What Is a Betting Bankroll?
Your betting bankroll is the total amount of money you have set aside specifically for betting — money you can afford to lose without it affecting your daily life. Treating your bankroll as a separate, dedicated fund is the first step towards disciplined betting.
Without a defined bankroll, it's nearly impossible to track your performance, manage your stakes rationally, or recognise when you're in trouble.
Why Most Bettors Lose: The Staking Problem
Even bettors who can identify value bets regularly go broke because of poor staking decisions. Common mistakes include:
- Betting a large percentage of their bankroll on a single "sure thing"
- Increasing stakes after a win (letting it ride)
- Chasing losses with bigger bets to recover quickly
- Betting inconsistent amounts based on emotion
A solid staking plan removes these emotional decisions from the equation.
The Flat Staking Method
The simplest and most beginner-friendly approach is flat staking: betting the same fixed amount on every single wager, regardless of how confident you feel.
A common recommendation is to stake between 1% and 5% of your total bankroll per bet. For example, with a £500 bankroll:
- 1% stake = £5 per bet (conservative)
- 2% stake = £10 per bet (moderate)
- 5% stake = £25 per bet (aggressive)
Flat staking protects you during losing streaks and prevents a single bad run from wiping out your bankroll entirely.
The Percentage Staking Method
A step up from flat staking, percentage staking means always betting a fixed percentage of your current bankroll. This means your stakes automatically decrease during losing runs (protecting your funds) and increase during winning runs (compounding growth).
This method requires more discipline but is mathematically more sound for bettors who track their edge carefully.
The Kelly Criterion: A More Advanced Approach
The Kelly Criterion is a formula used by professional bettors to calculate the optimal stake size based on your perceived edge over the bookmaker:
Kelly % = (bp − q) ÷ b
Where: b = decimal odds minus 1, p = your estimated probability of winning, q = probability of losing (1 − p).
Many bettors use a fractional Kelly approach (e.g., betting half or a quarter of the full Kelly amount) to reduce variance while still benefiting from the formula's logic.
Setting Win and Loss Limits
Discipline means knowing when to stop — both on a good day and a bad one.
- Daily loss limit: Set a maximum amount you're prepared to lose in a single day. Once hit, stop betting.
- Drawdown limit: Decide in advance how much of your bankroll you can lose overall before you pause, reassess your strategy, and rebuild.
- Win goals: Optional, but locking in profits at a certain point prevents giving it all back in a single session.
Separating Your Betting Bankroll From Daily Finances
This cannot be stressed enough: never bet with money you need for living expenses. Maintain your betting bankroll in a separate account or e-wallet. This creates a clear psychological boundary and makes it easier to track your real performance.
Keeping Records: The Bankroll Manager's Most Powerful Tool
Log every bet in a spreadsheet or dedicated app. Record the date, match, market, odds, stake, and result. Over time, this data will reveal your true performance, which markets you do well in, and where you may be bleeding money without realising it.
Most bettors who keep honest records are surprised — sometimes unpleasantly — by what the numbers reveal. That honesty is what separates improving bettors from those who stay stuck.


== WORK TO COMPLETE ==
All of the data below should be set down again verbatim, without any images.

== THE RECORDS ==
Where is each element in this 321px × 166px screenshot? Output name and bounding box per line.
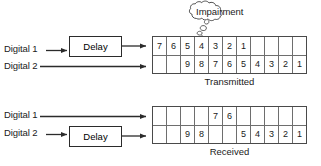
cell: [181, 107, 195, 125]
cell: 2: [279, 126, 293, 144]
cell: 6: [167, 37, 181, 55]
cell: 3: [209, 37, 223, 55]
cell: [167, 126, 181, 144]
cell: 4: [195, 37, 209, 55]
received-grid-row-digital-2: 9 8 5 4 3 2 1: [153, 126, 306, 144]
cell: [265, 37, 279, 55]
received-grid: 7 6 9 8 5 4 3 2 1: [152, 106, 307, 144]
cell: 5: [181, 37, 195, 55]
cell: [153, 126, 167, 144]
cell: [209, 126, 223, 144]
received-delay-box: Delay: [69, 126, 122, 147]
cell: 1: [293, 56, 306, 74]
cell: 1: [237, 37, 251, 55]
cell: [279, 107, 293, 125]
transmitted-delay-label: Delay: [83, 41, 107, 52]
cell: [167, 56, 181, 74]
cell: 9: [181, 126, 195, 144]
cell: 2: [279, 56, 293, 74]
cell: [237, 107, 251, 125]
cell: [251, 37, 265, 55]
cell: 7: [209, 107, 223, 125]
cell: [167, 107, 181, 125]
received-delay-label: Delay: [83, 131, 107, 142]
transmitted-grid-row-digital-1: 7 6 5 4 3 2 1: [153, 37, 306, 56]
transmitted-grid: 7 6 5 4 3 2 1 9 8 7 6 5 4 3 2 1: [152, 36, 307, 74]
cell: 5: [237, 56, 251, 74]
cell: 7: [153, 37, 167, 55]
cell: [223, 126, 237, 144]
transmitted-grid-row-digital-2: 9 8 7 6 5 4 3 2 1: [153, 56, 306, 74]
cell: 8: [195, 126, 209, 144]
cell: 4: [251, 56, 265, 74]
cell: [265, 107, 279, 125]
cell: [153, 56, 167, 74]
transmitted-caption: Transmitted: [152, 77, 307, 87]
transmitted-digital-2-label: Digital 2: [4, 61, 37, 71]
cell: 6: [223, 56, 237, 74]
cell: [293, 107, 306, 125]
cell: 7: [209, 56, 223, 74]
cell: 4: [251, 126, 265, 144]
cell: 8: [195, 56, 209, 74]
transmitted-delay-box: Delay: [69, 36, 122, 57]
impairment-label: Impairment: [196, 7, 244, 17]
cell: 9: [181, 56, 195, 74]
cell: 3: [265, 56, 279, 74]
tdm-impairment-diagram: Digital 1 Digital 2 Delay Impairment 7 6…: [0, 0, 321, 166]
received-grid-row-digital-1: 7 6: [153, 107, 306, 126]
cell: 1: [293, 126, 306, 144]
cell: [195, 107, 209, 125]
transmitted-digital-1-label: Digital 1: [4, 44, 37, 54]
cell: 6: [223, 107, 237, 125]
cell: 5: [237, 126, 251, 144]
cell: [279, 37, 293, 55]
cell: [153, 107, 167, 125]
cell: 2: [223, 37, 237, 55]
received-caption: Received: [152, 147, 307, 157]
cell: [251, 107, 265, 125]
cell: [293, 37, 306, 55]
received-digital-1-label: Digital 1: [4, 110, 37, 120]
received-digital-2-label: Digital 2: [4, 128, 37, 138]
cell: 3: [265, 126, 279, 144]
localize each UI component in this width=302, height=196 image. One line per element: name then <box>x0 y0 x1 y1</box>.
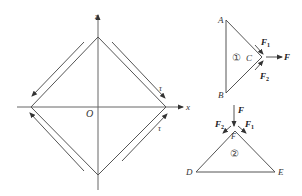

== EXERCISE SOLUTION ==
Where is each element in this 321px × 166px screenshot? Output name and bounding box per line.
cell: [181, 107, 195, 125]
cell: 2: [279, 126, 293, 144]
cell: 6: [167, 37, 181, 55]
cell: 3: [209, 37, 223, 55]
cell: [167, 126, 181, 144]
cell: 4: [195, 37, 209, 55]
received-grid-row-digital-2: 9 8 5 4 3 2 1: [153, 126, 306, 144]
cell: [265, 37, 279, 55]
received-grid: 7 6 9 8 5 4 3 2 1: [152, 106, 307, 144]
cell: 5: [181, 37, 195, 55]
cell: [153, 126, 167, 144]
cell: [209, 126, 223, 144]
received-delay-box: Delay: [69, 126, 122, 147]
cell: 1: [293, 56, 306, 74]
cell: 1: [237, 37, 251, 55]
cell: [279, 107, 293, 125]
transmitted-delay-label: Delay: [83, 41, 107, 52]
cell: [167, 56, 181, 74]
cell: 9: [181, 126, 195, 144]
cell: 2: [279, 56, 293, 74]
cell: [237, 107, 251, 125]
cell: [251, 37, 265, 55]
cell: 7: [209, 107, 223, 125]
cell: [167, 107, 181, 125]
received-delay-label: Delay: [83, 131, 107, 142]
transmitted-grid-row-digital-1: 7 6 5 4 3 2 1: [153, 37, 306, 56]
transmitted-grid: 7 6 5 4 3 2 1 9 8 7 6 5 4 3 2 1: [152, 36, 307, 74]
cell: 5: [237, 56, 251, 74]
cell: 7: [153, 37, 167, 55]
cell: [223, 126, 237, 144]
transmitted-grid-row-digital-2: 9 8 7 6 5 4 3 2 1: [153, 56, 306, 74]
cell: 8: [195, 126, 209, 144]
cell: 4: [251, 56, 265, 74]
cell: [265, 107, 279, 125]
cell: [153, 56, 167, 74]
transmitted-caption: Transmitted: [152, 77, 307, 87]
transmitted-digital-2-label: Digital 2: [4, 61, 37, 71]
cell: 6: [223, 56, 237, 74]
cell: [293, 107, 306, 125]
cell: 7: [209, 56, 223, 74]
cell: 4: [251, 126, 265, 144]
cell: 8: [195, 56, 209, 74]
transmitted-delay-box: Delay: [69, 36, 122, 57]
impairment-label: Impairment: [196, 7, 244, 17]
cell: 9: [181, 56, 195, 74]
cell: 3: [265, 56, 279, 74]
tdm-impairment-diagram: Digital 1 Digital 2 Delay Impairment 7 6…: [0, 0, 321, 166]
received-grid-row-digital-1: 7 6: [153, 107, 306, 126]
cell: 1: [293, 126, 306, 144]
cell: [195, 107, 209, 125]
transmitted-digital-1-label: Digital 1: [4, 44, 37, 54]
cell: 6: [223, 107, 237, 125]
cell: 5: [237, 126, 251, 144]
cell: [279, 37, 293, 55]
cell: [153, 107, 167, 125]
cell: 2: [223, 37, 237, 55]
received-caption: Received: [152, 147, 307, 157]
cell: [251, 107, 265, 125]
cell: [293, 37, 306, 55]
received-digital-1-label: Digital 1: [4, 110, 37, 120]
received-digital-2-label: Digital 2: [4, 128, 37, 138]
cell: 3: [265, 126, 279, 144]
localize each UI component in this width=302, height=196 image. One line per element: name then <box>x0 y0 x1 y1</box>.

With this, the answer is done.